The Dutch manager has announced that the team leadership share his views regarding the team's slump and he has no intention of discarding their offensive approach in search of a solution. The head coach admitted that six losses in seven matches was not good enough ahead of Saturday's match against Aston Villa.
The manager acknowledged the expectations were high before his makeshift team suffered Carabao Cup elimination against Crystal Palace. However, he insisted that this need to reverse the decline is not coming from the Anfield hierarchy or executive leadership following a summer transfer outlay of approximately £450 million.
"We share common perspectives," remarked Slot, whose squad will encounter Los Blancos in the Champions League and travel to the Citizens in the domestic competition.
The coach is convinced his team "possess an exceptional group if they are completely available and all ready for the fixture list". He said that the transfer window acquisitions in talents including Florian Wirtz and Alexander Isak, who is expected to be sidelined again against Aston Villa through injury, had left the club "in such a good place for the near future and the years to come".
When questioned about why his team were taking so long to gel, he replied: "That's not particularly helpful. 'What are the reasons?' I provide reasons and people say I'm making justifications. I can come up with multiple factors why we are underperforming or experiencing losses as we do but, as I always emphasize, there are never enough excuses to have a results sequence as we had now."
Only the Clarets (twenty-one) have faced more big chances from normal situations this season than Slot's team (nineteen). The table-toppers, the North London club, have allowed just two. Yet Liverpool's coach rejects the champions have been too open and asserts there is no reason to abandon offensive philosophy for a defensive approach after ten fixtures without a shutout.
"From my perspective we don't giving up numerous openings so I see no justification to change our playing style totally but we need to do better in not conceding goals," he said.
"Against Manchester United, how many opportunities did we allow? Versus the German side when we were ahead by two goals, we hardly conceded a shot on target. In every match we have played so far we haven't allowed a many opportunities. Definitely not. We do allow a bit more than the prior term but that has to do with us being 1-0 down so you play more openly. But overall I don't feel that our problem is that we concede too many chances. Our issue is we are unable to finish the chances we create."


I would like each line of the data that holds the word "autocorrelation" copied out.

Provided records section start

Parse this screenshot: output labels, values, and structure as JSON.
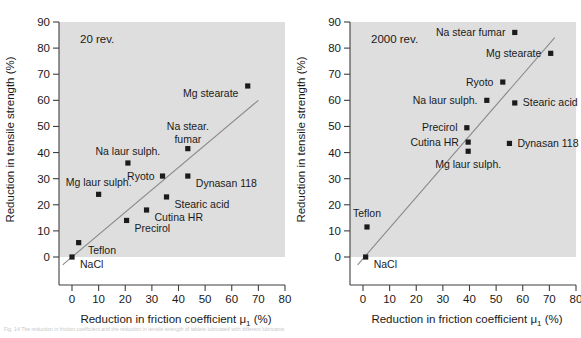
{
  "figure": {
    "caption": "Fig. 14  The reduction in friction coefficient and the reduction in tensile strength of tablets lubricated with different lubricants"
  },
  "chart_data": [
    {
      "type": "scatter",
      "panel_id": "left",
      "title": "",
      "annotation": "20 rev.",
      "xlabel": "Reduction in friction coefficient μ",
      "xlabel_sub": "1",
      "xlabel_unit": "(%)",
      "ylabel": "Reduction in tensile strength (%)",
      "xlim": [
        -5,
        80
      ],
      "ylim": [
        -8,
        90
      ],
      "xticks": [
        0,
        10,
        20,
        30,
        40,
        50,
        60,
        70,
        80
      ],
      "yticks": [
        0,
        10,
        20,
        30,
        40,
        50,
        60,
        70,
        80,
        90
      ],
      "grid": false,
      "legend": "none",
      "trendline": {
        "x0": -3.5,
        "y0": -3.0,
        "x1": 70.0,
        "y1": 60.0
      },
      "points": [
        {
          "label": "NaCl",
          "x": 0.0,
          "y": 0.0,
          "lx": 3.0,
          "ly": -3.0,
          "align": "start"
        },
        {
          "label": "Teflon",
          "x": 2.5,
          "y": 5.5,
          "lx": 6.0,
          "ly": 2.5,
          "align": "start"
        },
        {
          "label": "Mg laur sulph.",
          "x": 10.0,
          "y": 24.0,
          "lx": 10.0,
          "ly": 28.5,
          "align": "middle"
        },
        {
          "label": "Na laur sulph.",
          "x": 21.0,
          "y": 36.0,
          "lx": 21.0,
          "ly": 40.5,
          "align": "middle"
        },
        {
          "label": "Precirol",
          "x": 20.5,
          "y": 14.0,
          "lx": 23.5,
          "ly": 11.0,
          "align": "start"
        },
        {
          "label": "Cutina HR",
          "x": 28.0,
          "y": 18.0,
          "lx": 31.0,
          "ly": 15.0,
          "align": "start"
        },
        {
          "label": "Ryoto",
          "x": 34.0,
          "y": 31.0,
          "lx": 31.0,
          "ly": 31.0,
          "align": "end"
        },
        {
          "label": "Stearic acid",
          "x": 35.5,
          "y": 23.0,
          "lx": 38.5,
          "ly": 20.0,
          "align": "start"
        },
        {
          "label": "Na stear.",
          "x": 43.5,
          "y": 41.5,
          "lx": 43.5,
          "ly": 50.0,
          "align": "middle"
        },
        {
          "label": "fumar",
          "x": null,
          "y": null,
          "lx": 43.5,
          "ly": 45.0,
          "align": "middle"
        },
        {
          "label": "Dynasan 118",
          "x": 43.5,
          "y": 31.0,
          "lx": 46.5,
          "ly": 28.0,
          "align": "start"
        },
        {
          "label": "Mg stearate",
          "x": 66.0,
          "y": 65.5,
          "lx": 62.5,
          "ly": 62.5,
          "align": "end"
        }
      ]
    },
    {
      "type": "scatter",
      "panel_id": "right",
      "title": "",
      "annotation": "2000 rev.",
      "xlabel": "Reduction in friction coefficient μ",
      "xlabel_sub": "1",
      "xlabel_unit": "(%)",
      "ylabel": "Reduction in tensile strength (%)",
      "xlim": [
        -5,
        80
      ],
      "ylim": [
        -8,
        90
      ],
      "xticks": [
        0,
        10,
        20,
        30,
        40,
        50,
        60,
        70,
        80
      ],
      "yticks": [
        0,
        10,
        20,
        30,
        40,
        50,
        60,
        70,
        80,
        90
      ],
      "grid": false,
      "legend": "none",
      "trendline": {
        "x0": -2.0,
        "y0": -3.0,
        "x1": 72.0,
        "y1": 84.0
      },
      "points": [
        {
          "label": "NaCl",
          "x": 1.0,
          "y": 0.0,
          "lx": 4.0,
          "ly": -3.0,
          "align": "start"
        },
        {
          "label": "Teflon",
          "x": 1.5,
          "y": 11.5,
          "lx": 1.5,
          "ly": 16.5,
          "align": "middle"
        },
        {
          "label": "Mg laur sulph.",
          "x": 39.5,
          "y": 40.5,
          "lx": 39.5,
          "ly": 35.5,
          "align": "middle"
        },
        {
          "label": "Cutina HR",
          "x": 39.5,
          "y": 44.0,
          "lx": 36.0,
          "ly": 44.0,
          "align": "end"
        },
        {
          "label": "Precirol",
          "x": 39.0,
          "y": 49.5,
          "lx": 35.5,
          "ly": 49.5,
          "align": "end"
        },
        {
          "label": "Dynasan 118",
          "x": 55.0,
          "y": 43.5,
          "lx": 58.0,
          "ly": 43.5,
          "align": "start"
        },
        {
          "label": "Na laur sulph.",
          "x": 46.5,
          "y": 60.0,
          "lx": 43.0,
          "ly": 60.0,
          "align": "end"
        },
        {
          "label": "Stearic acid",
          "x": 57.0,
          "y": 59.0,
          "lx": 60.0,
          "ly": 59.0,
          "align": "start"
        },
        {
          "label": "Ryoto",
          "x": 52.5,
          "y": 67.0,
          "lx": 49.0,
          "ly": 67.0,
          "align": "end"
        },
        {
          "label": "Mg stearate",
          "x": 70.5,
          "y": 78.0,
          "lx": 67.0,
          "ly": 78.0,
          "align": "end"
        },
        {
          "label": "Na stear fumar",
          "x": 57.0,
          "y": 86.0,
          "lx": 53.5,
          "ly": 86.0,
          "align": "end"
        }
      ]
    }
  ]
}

Provided records section end
Provided records section start

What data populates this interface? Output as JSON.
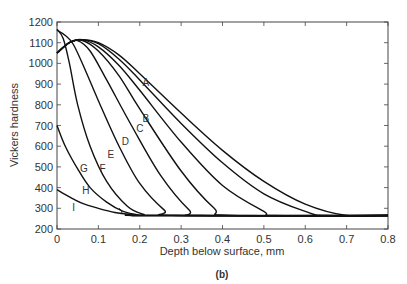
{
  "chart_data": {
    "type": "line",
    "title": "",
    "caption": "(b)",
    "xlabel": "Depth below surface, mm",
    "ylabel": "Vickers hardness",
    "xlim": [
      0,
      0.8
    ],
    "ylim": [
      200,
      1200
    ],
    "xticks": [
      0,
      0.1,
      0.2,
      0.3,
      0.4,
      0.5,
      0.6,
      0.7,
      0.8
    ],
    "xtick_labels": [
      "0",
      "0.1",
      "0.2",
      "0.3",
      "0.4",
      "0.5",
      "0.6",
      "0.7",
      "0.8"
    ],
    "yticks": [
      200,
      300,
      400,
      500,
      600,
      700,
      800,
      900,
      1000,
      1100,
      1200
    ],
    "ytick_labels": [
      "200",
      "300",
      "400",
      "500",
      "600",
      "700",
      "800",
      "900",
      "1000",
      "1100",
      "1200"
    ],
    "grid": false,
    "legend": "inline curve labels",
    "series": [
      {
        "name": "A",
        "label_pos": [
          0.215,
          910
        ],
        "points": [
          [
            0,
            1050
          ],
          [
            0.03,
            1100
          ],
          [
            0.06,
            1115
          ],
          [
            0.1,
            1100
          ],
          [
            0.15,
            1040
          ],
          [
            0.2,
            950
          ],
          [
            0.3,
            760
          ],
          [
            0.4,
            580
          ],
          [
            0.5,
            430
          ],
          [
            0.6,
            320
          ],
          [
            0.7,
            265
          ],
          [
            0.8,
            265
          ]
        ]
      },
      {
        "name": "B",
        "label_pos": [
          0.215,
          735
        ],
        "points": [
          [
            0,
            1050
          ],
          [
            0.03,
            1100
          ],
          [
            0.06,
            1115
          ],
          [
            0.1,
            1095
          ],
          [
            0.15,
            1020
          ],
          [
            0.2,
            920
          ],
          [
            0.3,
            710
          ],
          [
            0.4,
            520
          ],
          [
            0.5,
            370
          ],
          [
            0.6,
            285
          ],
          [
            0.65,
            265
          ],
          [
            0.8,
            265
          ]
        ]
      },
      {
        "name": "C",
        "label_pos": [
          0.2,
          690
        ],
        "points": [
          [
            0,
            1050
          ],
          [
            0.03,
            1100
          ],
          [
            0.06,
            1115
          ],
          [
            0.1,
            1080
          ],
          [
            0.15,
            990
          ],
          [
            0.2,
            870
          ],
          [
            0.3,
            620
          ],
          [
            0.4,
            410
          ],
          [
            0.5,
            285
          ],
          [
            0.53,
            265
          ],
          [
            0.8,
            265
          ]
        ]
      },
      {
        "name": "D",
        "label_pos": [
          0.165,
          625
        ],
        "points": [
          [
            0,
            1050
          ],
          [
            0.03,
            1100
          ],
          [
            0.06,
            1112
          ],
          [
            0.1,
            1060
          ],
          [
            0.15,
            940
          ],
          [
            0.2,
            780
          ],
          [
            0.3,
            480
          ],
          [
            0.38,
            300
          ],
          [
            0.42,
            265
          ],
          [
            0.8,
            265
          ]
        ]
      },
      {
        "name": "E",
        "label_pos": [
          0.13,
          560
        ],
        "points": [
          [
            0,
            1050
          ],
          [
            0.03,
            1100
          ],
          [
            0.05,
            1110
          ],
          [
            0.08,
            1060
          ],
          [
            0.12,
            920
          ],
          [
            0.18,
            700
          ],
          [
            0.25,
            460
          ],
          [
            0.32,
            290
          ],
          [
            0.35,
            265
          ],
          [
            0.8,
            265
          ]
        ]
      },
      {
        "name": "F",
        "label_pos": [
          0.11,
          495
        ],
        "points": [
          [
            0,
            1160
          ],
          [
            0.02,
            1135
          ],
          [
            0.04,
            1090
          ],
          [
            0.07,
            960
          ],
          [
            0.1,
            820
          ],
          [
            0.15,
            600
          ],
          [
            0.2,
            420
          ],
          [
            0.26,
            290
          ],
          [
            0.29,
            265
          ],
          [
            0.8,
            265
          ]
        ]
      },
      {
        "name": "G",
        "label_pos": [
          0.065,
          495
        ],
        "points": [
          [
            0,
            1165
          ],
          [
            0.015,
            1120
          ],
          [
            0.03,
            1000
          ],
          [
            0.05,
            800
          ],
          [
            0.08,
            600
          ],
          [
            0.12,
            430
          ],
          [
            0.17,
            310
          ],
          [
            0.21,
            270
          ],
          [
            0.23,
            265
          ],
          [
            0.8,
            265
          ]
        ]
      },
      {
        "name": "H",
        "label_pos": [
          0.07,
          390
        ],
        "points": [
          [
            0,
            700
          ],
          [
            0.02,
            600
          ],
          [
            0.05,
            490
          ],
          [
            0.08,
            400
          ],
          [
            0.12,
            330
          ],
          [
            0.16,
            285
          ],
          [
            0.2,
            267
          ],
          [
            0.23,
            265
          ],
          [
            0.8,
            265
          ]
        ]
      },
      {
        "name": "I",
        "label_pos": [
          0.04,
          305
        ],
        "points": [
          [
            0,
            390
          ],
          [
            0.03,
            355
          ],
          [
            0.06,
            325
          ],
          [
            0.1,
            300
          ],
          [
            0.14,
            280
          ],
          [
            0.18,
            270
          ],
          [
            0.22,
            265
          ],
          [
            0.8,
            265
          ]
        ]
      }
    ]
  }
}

Provided records section end
Provided records section start

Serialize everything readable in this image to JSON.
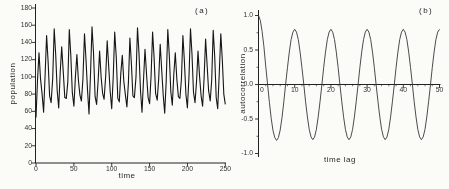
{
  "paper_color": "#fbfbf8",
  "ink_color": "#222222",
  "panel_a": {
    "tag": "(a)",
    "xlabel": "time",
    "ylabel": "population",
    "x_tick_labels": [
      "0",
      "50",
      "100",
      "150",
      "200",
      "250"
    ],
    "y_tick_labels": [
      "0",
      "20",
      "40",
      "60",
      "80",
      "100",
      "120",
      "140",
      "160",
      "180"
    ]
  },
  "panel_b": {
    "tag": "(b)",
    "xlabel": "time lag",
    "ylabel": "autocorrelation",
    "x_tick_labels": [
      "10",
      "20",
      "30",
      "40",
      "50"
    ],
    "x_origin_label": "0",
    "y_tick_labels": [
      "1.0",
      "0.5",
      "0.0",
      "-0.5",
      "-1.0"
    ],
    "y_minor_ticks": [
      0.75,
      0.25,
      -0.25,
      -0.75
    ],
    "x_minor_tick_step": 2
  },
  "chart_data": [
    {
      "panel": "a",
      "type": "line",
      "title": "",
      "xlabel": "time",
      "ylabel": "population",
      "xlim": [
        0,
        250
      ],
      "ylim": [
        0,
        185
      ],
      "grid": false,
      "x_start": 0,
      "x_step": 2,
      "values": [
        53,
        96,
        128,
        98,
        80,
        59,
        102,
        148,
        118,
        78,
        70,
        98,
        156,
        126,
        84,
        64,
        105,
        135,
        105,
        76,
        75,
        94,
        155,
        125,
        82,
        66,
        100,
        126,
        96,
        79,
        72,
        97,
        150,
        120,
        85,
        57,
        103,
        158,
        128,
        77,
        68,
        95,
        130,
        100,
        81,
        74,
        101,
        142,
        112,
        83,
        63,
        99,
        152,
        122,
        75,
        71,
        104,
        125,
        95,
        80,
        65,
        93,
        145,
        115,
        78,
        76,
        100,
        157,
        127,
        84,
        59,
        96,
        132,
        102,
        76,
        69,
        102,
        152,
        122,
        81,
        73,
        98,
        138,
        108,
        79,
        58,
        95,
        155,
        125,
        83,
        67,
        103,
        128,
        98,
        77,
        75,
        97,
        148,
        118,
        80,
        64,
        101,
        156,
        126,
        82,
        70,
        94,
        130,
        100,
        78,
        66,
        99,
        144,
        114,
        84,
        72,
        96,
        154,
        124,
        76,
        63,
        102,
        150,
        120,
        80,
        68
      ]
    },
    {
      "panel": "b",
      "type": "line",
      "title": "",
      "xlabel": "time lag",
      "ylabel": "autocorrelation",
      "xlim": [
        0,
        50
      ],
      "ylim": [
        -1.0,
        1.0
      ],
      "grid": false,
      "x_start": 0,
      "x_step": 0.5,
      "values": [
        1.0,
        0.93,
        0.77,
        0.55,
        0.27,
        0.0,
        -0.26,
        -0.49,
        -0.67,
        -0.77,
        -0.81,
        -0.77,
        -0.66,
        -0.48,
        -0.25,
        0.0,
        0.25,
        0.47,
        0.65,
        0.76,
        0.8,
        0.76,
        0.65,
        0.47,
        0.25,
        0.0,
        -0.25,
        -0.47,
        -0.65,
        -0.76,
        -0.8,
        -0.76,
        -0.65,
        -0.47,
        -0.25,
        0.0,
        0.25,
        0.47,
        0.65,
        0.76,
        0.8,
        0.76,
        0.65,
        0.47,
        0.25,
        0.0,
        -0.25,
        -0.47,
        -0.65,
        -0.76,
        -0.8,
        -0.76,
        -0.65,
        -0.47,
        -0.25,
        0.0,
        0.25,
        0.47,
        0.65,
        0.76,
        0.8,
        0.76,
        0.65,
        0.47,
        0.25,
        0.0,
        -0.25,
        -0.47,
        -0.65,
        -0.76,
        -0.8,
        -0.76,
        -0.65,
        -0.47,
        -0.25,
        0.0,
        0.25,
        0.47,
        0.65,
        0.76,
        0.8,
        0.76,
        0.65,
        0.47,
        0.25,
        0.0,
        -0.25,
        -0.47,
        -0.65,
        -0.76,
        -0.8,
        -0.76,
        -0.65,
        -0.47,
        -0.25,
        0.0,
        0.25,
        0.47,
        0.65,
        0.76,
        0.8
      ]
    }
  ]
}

Provided records section end

*Answer space*:
    "ylabel": "autocorrelation",
      "ylabel": "autocorrelation",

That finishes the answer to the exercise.